Diego Martins
Diego Martins

Reputation: 109

Clustered index vs. Non-clustered index including ALL columns (SQL Server)

A brief overview of the scenario:

My database uses GUID's as primary keys, and, for what I've been reading, it seems like it's somewhat bad to have clustered indexes on GUID's (increases fragmentation, slows down inserts etc.). My project uses hibernate so we usually deal with jpql and fetching of full entities (a lot of queries end up turning into select p.* from person p [...])

I would like to know if it would be a good approach to create non-clustered indexes covering all columns of a table (in order to avoid RID lookups, etc.).

Thanks for the help, already!

Upvotes: 1

Views: 1237

Answers (2)

Vulcronos
Vulcronos

Reputation: 3456

Premature optimization is a bad idea. Is the data size cost and effort added to inserts, updates, and deletes worth adding the index? Unless you measure and test performance and the impact of your index, you won't know. Look at the queries that read the table and see which, if any, are unacceptably long. Then tune that specific query.

Upvotes: 0

Dave.Gugg
Dave.Gugg

Reputation: 6771

No, it is not a good approach. It sounds like you've already read that having the clustered index on a GUID is a bad idea. Instead, create an int (or bigint, if necessary) identity field and make that the clustered index, unless another field makes more sense. Then just create a nonclustered index on the GUID field, and let SQL do an RID lookup for each query that uses it. This way you can avoid fragmentation and slow inserts/updates/deletes.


Activity ::
Extract all lines from the data beneath that include the word "Miami".

------ Material supplied ------

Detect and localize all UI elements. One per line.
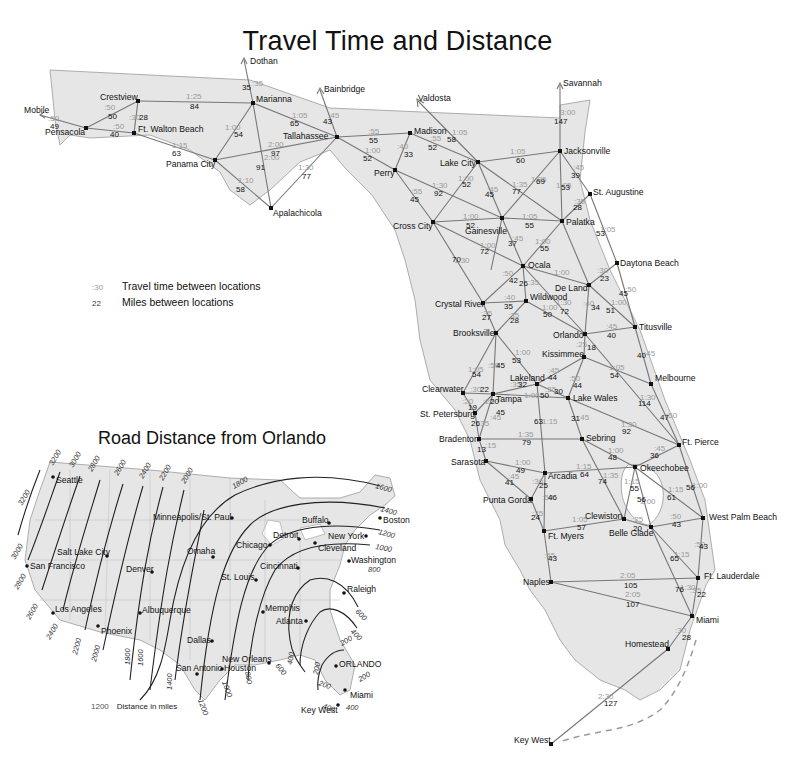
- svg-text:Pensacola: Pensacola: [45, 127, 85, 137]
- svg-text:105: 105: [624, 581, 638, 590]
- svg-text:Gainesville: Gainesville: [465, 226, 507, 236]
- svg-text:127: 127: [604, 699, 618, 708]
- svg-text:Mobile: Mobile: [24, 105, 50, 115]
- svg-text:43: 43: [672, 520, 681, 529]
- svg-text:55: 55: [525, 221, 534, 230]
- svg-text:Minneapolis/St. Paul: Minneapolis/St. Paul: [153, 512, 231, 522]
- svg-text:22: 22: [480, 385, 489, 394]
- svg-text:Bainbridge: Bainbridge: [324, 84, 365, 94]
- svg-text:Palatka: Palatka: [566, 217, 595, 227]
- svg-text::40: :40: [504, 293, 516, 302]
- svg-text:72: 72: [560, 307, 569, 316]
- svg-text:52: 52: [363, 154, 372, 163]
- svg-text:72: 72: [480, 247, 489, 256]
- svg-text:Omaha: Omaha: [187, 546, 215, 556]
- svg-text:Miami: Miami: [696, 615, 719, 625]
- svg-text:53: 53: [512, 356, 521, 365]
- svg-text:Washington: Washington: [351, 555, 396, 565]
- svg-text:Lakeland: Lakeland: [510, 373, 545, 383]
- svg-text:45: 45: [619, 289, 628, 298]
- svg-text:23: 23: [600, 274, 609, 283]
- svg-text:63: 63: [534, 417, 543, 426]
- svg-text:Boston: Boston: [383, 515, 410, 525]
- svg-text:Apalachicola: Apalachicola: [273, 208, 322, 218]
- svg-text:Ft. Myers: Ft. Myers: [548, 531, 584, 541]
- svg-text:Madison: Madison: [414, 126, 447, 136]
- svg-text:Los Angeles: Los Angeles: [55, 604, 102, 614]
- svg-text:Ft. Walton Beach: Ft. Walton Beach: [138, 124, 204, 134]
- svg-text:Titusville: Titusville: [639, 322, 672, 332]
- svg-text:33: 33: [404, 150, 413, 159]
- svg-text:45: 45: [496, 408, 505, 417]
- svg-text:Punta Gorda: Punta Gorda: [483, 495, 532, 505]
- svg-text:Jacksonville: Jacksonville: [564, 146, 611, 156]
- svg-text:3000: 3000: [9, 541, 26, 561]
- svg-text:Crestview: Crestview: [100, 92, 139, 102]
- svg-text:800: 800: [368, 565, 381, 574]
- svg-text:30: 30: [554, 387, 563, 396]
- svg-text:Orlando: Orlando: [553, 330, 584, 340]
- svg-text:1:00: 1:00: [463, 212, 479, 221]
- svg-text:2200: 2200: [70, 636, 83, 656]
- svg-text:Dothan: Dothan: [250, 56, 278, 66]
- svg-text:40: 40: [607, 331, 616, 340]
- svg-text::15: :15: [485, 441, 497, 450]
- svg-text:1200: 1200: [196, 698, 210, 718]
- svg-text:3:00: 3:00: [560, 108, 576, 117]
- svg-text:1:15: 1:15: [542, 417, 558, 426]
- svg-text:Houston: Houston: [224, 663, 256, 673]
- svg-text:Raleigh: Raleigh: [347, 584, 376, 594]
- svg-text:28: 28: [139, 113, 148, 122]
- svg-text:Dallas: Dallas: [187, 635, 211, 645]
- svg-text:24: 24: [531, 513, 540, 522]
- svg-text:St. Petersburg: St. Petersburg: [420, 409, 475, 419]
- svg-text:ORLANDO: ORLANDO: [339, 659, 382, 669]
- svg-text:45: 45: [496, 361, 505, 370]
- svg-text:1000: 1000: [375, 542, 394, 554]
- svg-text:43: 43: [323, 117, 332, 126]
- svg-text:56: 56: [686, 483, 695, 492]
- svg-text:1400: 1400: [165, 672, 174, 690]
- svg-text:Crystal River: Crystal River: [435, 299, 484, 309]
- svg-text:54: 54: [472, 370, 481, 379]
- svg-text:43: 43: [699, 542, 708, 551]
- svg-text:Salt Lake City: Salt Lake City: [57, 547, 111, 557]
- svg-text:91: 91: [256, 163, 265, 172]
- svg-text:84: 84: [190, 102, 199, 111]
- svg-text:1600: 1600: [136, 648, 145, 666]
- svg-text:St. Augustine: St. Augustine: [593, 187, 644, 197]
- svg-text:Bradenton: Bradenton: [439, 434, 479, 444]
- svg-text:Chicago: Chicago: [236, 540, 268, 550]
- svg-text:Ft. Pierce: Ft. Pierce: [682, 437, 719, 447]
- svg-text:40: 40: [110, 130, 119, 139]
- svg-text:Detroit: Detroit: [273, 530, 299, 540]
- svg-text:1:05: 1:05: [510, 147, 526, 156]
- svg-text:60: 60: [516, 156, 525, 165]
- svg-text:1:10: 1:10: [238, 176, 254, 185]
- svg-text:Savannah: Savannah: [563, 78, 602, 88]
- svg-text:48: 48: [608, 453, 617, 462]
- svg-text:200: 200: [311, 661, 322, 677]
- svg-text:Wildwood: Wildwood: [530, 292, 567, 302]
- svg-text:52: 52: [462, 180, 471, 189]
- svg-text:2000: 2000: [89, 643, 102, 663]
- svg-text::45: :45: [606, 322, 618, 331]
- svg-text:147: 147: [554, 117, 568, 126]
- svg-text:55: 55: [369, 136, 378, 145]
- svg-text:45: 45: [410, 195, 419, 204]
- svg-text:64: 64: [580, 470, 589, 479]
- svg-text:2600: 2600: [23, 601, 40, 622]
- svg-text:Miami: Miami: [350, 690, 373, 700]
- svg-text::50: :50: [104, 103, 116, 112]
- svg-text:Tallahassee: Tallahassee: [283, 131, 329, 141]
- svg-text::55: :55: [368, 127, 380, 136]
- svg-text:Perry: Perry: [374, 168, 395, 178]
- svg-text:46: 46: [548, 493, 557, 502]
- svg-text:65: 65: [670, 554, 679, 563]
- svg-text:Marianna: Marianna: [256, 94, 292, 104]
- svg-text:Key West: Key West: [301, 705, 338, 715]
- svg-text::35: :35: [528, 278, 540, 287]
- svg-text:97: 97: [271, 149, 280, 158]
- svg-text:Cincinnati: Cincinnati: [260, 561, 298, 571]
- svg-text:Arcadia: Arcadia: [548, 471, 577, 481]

------

Reply to the task ::
- svg-text:Miami: Miami: [696, 615, 719, 625]
- svg-text:Miami: Miami: [350, 690, 373, 700]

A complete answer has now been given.